He also stated at the Cabinet meeting last Friday that damaged peatland must be rehabilitated, virgin peatland must not be opened for any purpose and all involved in the fight against forest and land fires must use the same map to prevent overlaps.

To put it bluntly, companies can no longer convert active forests or peatland areas into monoculture plantations such as acacia for pulp and oil palm plantations.

Recent research by forestry scientists at the Bogor-based Center for International Forestry Research (CIFOR) found that the main cause of hazardous haze in Riau came from burning dried and deforested peatland, and not just the slashing-and-burning of forested areas, as commonly thought. The study found that peat swamps in their natural state were resistant to fire because they are damp underground, but can be highly flammable when they dry out and become degraded.

Research by Greenpeace has also revealed that left in its natural waterlogged condition, peatland rarely burns. Untouched tropical rainforest is similarly fire-resistant. However, two decades of forest and peatland destruction by the plantation sector have turned parts of Indonesia into a giant tinderbox.

Peatland soil is a store of a massive amount of carbon. When peatland is cleared and drained for plantations, it degrades and the carbon it stores starts to be released into the atmosphere as CO2 emissions. If peat soil catches fire, it can smolder away below the soil surface and is exceedingly difficult to extinguish.

The biggest challenge now is how to fully enforce the instruction and see to it that all regional administrations join the campaign to protect peatland and companies that violate the rules are severely punished to convey a strong message.

The one-map policy '€” a comprehensive map of land ownership to provide clarity on the exact boundaries of land owned by companies '€” should be fully implemented. Experience over the past decades has shown there is an acute lack of transparency when it comes to maps on land ownership. Without a centralized, public map, the task of pinpointing errant companies or landowners becomes murky.

The government also seems to have been reluctant to make its existing concession maps publicly available to public forest-monitoring platforms.
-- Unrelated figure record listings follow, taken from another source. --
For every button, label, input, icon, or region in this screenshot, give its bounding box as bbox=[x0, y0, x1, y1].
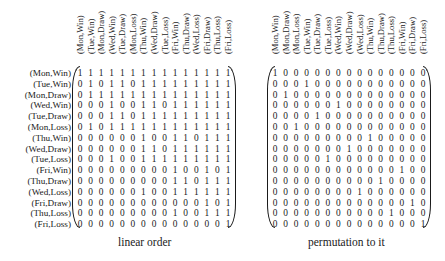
matrix-cell: 0 bbox=[281, 100, 291, 110]
matrix-cell: 0 bbox=[312, 219, 322, 229]
matrix-cell: 0 bbox=[117, 165, 127, 175]
matrix-cell: 0 bbox=[281, 154, 291, 164]
matrix-cell: 0 bbox=[149, 133, 159, 143]
matrix-cell: 0 bbox=[170, 198, 180, 208]
matrix-cell: 0 bbox=[333, 154, 343, 164]
left-matrix-close-paren bbox=[228, 66, 236, 228]
matrix-cell: 0 bbox=[344, 219, 354, 229]
matrix-cell: 1 bbox=[191, 122, 201, 132]
matrix-cell: 1 bbox=[138, 68, 148, 78]
matrix-cell: 0 bbox=[270, 79, 280, 89]
row-label: (Thu,Draw) bbox=[27, 176, 71, 186]
matrix-cell: 0 bbox=[75, 133, 85, 143]
column-label: (Fri,Draw) bbox=[407, 4, 417, 64]
matrix-cell: 0 bbox=[75, 187, 85, 197]
matrix-cell: 0 bbox=[160, 165, 170, 175]
matrix-cell: 0 bbox=[291, 208, 301, 218]
matrix-cell: 1 bbox=[128, 68, 138, 78]
matrix-cell: 0 bbox=[344, 165, 354, 175]
matrix-cell: 0 bbox=[291, 165, 301, 175]
matrix-cell: 0 bbox=[397, 144, 407, 154]
matrix-cell: 1 bbox=[138, 122, 148, 132]
matrix-cell: 0 bbox=[149, 219, 159, 229]
matrix-cell: 1 bbox=[202, 165, 212, 175]
matrix-cell: 1 bbox=[202, 154, 212, 164]
matrix-cell: 0 bbox=[96, 198, 106, 208]
matrix-cell: 0 bbox=[291, 100, 301, 110]
matrix-cell: 1 bbox=[160, 68, 170, 78]
matrix-cell: 0 bbox=[149, 187, 159, 197]
column-label-text: (Mon,Draw) bbox=[281, 11, 291, 54]
matrix-cell: 1 bbox=[333, 100, 343, 110]
matrix-cell: 1 bbox=[191, 187, 201, 197]
matrix-cell: 0 bbox=[281, 219, 291, 229]
column-label: (Wed,Loss) bbox=[191, 4, 201, 64]
matrix-cell: 0 bbox=[386, 187, 396, 197]
matrix-cell: 0 bbox=[333, 133, 343, 143]
matrix-cell: 0 bbox=[86, 133, 96, 143]
matrix-cell: 1 bbox=[181, 79, 191, 89]
matrix-cell: 1 bbox=[281, 90, 291, 100]
matrix-cell: 0 bbox=[386, 133, 396, 143]
row-label: (Fri,Win) bbox=[36, 165, 71, 175]
matrix-cell: 0 bbox=[86, 144, 96, 154]
matrix-cell: 1 bbox=[191, 144, 201, 154]
matrix-cell: 0 bbox=[323, 219, 333, 229]
matrix-cell: 0 bbox=[270, 187, 280, 197]
matrix-cell: 0 bbox=[107, 187, 117, 197]
matrix-cell: 0 bbox=[270, 111, 280, 121]
matrix-cell: 1 bbox=[149, 90, 159, 100]
matrix-cell: 1 bbox=[181, 111, 191, 121]
matrix-cell: 0 bbox=[386, 165, 396, 175]
matrix-cell: 0 bbox=[96, 133, 106, 143]
matrix-cell: 0 bbox=[128, 154, 138, 164]
matrix-cell: 0 bbox=[128, 219, 138, 229]
matrix-cell: 0 bbox=[376, 144, 386, 154]
matrix-cell: 0 bbox=[407, 79, 417, 89]
column-label: (Fri,Loss) bbox=[418, 4, 428, 64]
column-label-text: (Thu,Win) bbox=[365, 18, 375, 54]
matrix-cell: 0 bbox=[365, 122, 375, 132]
matrix-cell: 0 bbox=[376, 208, 386, 218]
matrix-cell: 1 bbox=[191, 100, 201, 110]
matrix-cell: 0 bbox=[270, 90, 280, 100]
matrix-cell: 0 bbox=[355, 144, 365, 154]
matrix-cell: 0 bbox=[386, 198, 396, 208]
matrix-cell: 0 bbox=[96, 154, 106, 164]
matrix-cell: 1 bbox=[202, 90, 212, 100]
column-label: (Thu,Draw) bbox=[181, 4, 191, 64]
matrix-cell: 1 bbox=[149, 111, 159, 121]
matrix-cell: 0 bbox=[323, 90, 333, 100]
column-label-text: (Fri,Draw) bbox=[202, 17, 212, 54]
matrix-cell: 0 bbox=[138, 219, 148, 229]
matrix-cell: 0 bbox=[407, 165, 417, 175]
matrix-cell: 0 bbox=[344, 68, 354, 78]
matrix-cell: 0 bbox=[96, 219, 106, 229]
matrix-cell: 0 bbox=[107, 208, 117, 218]
matrix-cell: 1 bbox=[107, 68, 117, 78]
matrix-cell: 1 bbox=[212, 208, 222, 218]
permutation-panel: (Mon,Win)(Mon,Draw)(Mon,Loss)(Tue,Win)(T… bbox=[240, 0, 445, 261]
matrix-cell: 0 bbox=[191, 176, 201, 186]
matrix-cell: 0 bbox=[386, 219, 396, 229]
matrix-cell: 1 bbox=[202, 187, 212, 197]
matrix-cell: 1 bbox=[117, 79, 127, 89]
matrix-cell: 0 bbox=[291, 219, 301, 229]
matrix-cell: 0 bbox=[128, 100, 138, 110]
matrix-cell: 0 bbox=[344, 187, 354, 197]
column-label: (Tue,Loss) bbox=[323, 4, 333, 64]
row-label: (Fri,Loss) bbox=[35, 219, 72, 229]
matrix-cell: 1 bbox=[202, 208, 212, 218]
matrix-cell: 0 bbox=[117, 133, 127, 143]
matrix-cell: 0 bbox=[365, 176, 375, 186]
matrix-cell: 0 bbox=[333, 90, 343, 100]
matrix-cell: 1 bbox=[212, 122, 222, 132]
matrix-cell: 1 bbox=[170, 133, 180, 143]
matrix-cell: 0 bbox=[312, 176, 322, 186]
matrix-cell: 1 bbox=[75, 68, 85, 78]
matrix-cell: 0 bbox=[323, 68, 333, 78]
matrix-cell: 0 bbox=[75, 165, 85, 175]
matrix-cell: 0 bbox=[86, 111, 96, 121]
matrix-cell: 0 bbox=[138, 198, 148, 208]
matrix-cell: 1 bbox=[212, 187, 222, 197]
If we are serious about tackling the appalling air pollution, the government must release data that will facilitate public monitoring.
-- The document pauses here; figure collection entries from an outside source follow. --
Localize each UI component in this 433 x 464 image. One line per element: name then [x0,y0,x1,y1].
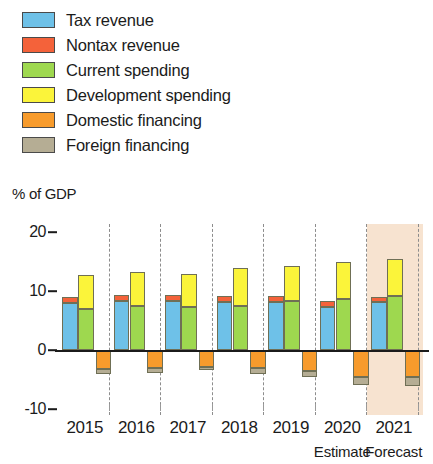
x-axis-label-2020: 2020 [324,418,361,438]
x-axis-label-2015: 2015 [66,418,103,438]
bar-segment-foreign-financing [353,377,369,385]
legend-swatch-development-spending [22,87,55,103]
bar-segment-domestic-financing [96,350,112,369]
x-axis-label-2019: 2019 [272,418,309,438]
bar-segment-foreign-financing [147,368,163,373]
bar-revenue-2017[interactable] [165,295,181,350]
x-axis-tick-mark [263,404,264,411]
y-axis-tick-label: -10 [0,400,46,418]
bar-segment-nontax-revenue [114,295,130,301]
legend-item-foreign-financing[interactable]: Foreign financing [22,134,231,156]
bar-segment-nontax-revenue [62,297,78,303]
bar-financing-2021[interactable] [405,350,421,386]
y-axis-tick-label: 0 [0,341,46,359]
legend-item-current-spending[interactable]: Current spending [22,59,231,81]
x-axis-label-2017: 2017 [169,418,206,438]
legend-label: Current spending [66,62,189,79]
legend-label: Nontax revenue [66,37,180,54]
bar-segment-development-spending [284,266,300,301]
group-separator [109,224,110,415]
bar-financing-2018[interactable] [250,350,266,374]
bar-segment-current-spending [130,306,146,350]
x-axis-tick-mark [212,404,213,411]
zero-axis-line [55,350,429,352]
bar-segment-tax-revenue [217,302,233,350]
bar-segment-development-spending [78,275,94,309]
bar-financing-2020[interactable] [353,350,369,385]
x-axis-tick-mark [109,404,110,411]
bar-revenue-2015[interactable] [62,297,78,350]
x-axis-tick-mark [160,404,161,411]
bar-spending-2016[interactable] [130,272,146,350]
bar-segment-development-spending [387,259,403,296]
chart-plot-area: 20100-10 [0,215,433,415]
bar-segment-tax-revenue [320,307,336,350]
bar-revenue-2016[interactable] [114,295,130,350]
bar-segment-domestic-financing [302,350,318,371]
group-separator [315,224,316,415]
group-separator [366,224,367,415]
legend-label: Tax revenue [66,12,154,29]
bar-revenue-2020[interactable] [320,301,336,350]
bar-segment-foreign-financing [405,377,421,386]
legend-label: Foreign financing [66,137,189,154]
x-axis-tick-mark [315,404,316,411]
bar-segment-nontax-revenue [371,297,387,302]
bar-spending-2019[interactable] [284,266,300,350]
bar-segment-current-spending [336,299,352,350]
legend-swatch-tax-revenue [22,12,55,28]
bar-segment-domestic-financing [199,350,215,367]
bar-segment-current-spending [78,309,94,350]
bar-financing-2015[interactable] [96,350,112,374]
y-axis-tick-mark [48,231,57,233]
y-axis-tick-label: 10 [0,282,46,300]
bar-segment-current-spending [387,296,403,350]
bar-spending-2018[interactable] [233,268,249,350]
bar-segment-tax-revenue [165,301,181,350]
x-axis-tick-mark [418,404,419,411]
bar-segment-domestic-financing [353,350,369,377]
bar-segment-tax-revenue [371,302,387,350]
annotation-estimate: Estimate [314,443,371,460]
bar-revenue-2018[interactable] [217,296,233,350]
x-axis-label-2016: 2016 [118,418,155,438]
bar-segment-development-spending [130,272,146,307]
bar-financing-2016[interactable] [147,350,163,373]
y-axis-tick-mark [48,408,57,410]
bar-segment-nontax-revenue [268,296,284,302]
legend-item-domestic-financing[interactable]: Domestic financing [22,109,231,131]
bar-spending-2021[interactable] [387,259,403,350]
bar-segment-foreign-financing [96,369,112,374]
legend-item-nontax-revenue[interactable]: Nontax revenue [22,34,231,56]
y-axis-tick-mark [48,290,57,292]
group-separator [418,224,419,415]
bar-spending-2017[interactable] [181,274,197,350]
legend-item-development-spending[interactable]: Development spending [22,84,231,106]
bar-spending-2020[interactable] [336,262,352,350]
legend-item-tax-revenue[interactable]: Tax revenue [22,9,231,31]
bar-segment-foreign-financing [302,371,318,377]
annotation-forecast: Forecast [365,443,422,460]
bar-revenue-2019[interactable] [268,296,284,350]
y-axis-tick-label: 20 [0,223,46,241]
bar-spending-2015[interactable] [78,275,94,350]
bar-segment-current-spending [233,306,249,350]
y-axis-title: % of GDP [12,185,76,202]
chart-legend: Tax revenueNontax revenueCurrent spendin… [22,9,231,156]
bar-segment-nontax-revenue [320,301,336,307]
bar-segment-tax-revenue [268,302,284,350]
legend-swatch-current-spending [22,62,55,78]
group-separator [263,224,264,415]
bar-segment-domestic-financing [250,350,266,368]
group-separator [212,224,213,415]
bar-segment-development-spending [181,274,197,307]
bar-segment-nontax-revenue [165,295,181,301]
bar-segment-current-spending [181,307,197,350]
x-axis-tick-mark [366,404,367,411]
bar-financing-2019[interactable] [302,350,318,377]
bar-segment-development-spending [336,262,352,299]
legend-label: Domestic financing [66,112,202,129]
bar-financing-2017[interactable] [199,350,215,370]
legend-label: Development spending [66,87,231,104]
bar-revenue-2021[interactable] [371,297,387,350]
The heavy haze, the worst in the past three decades, that has been blanketing Kalimantan, Sumatra, Singapore and Malaysia since September should be the incentive for the government, people and business community to take firm and bold measures to prevent a similar disaster.

Failure to do this will embolden the campaign now launched in Singapore and Malaysia for consumers to boycott Indonesian products such as pulp, paper and those made of palm oil.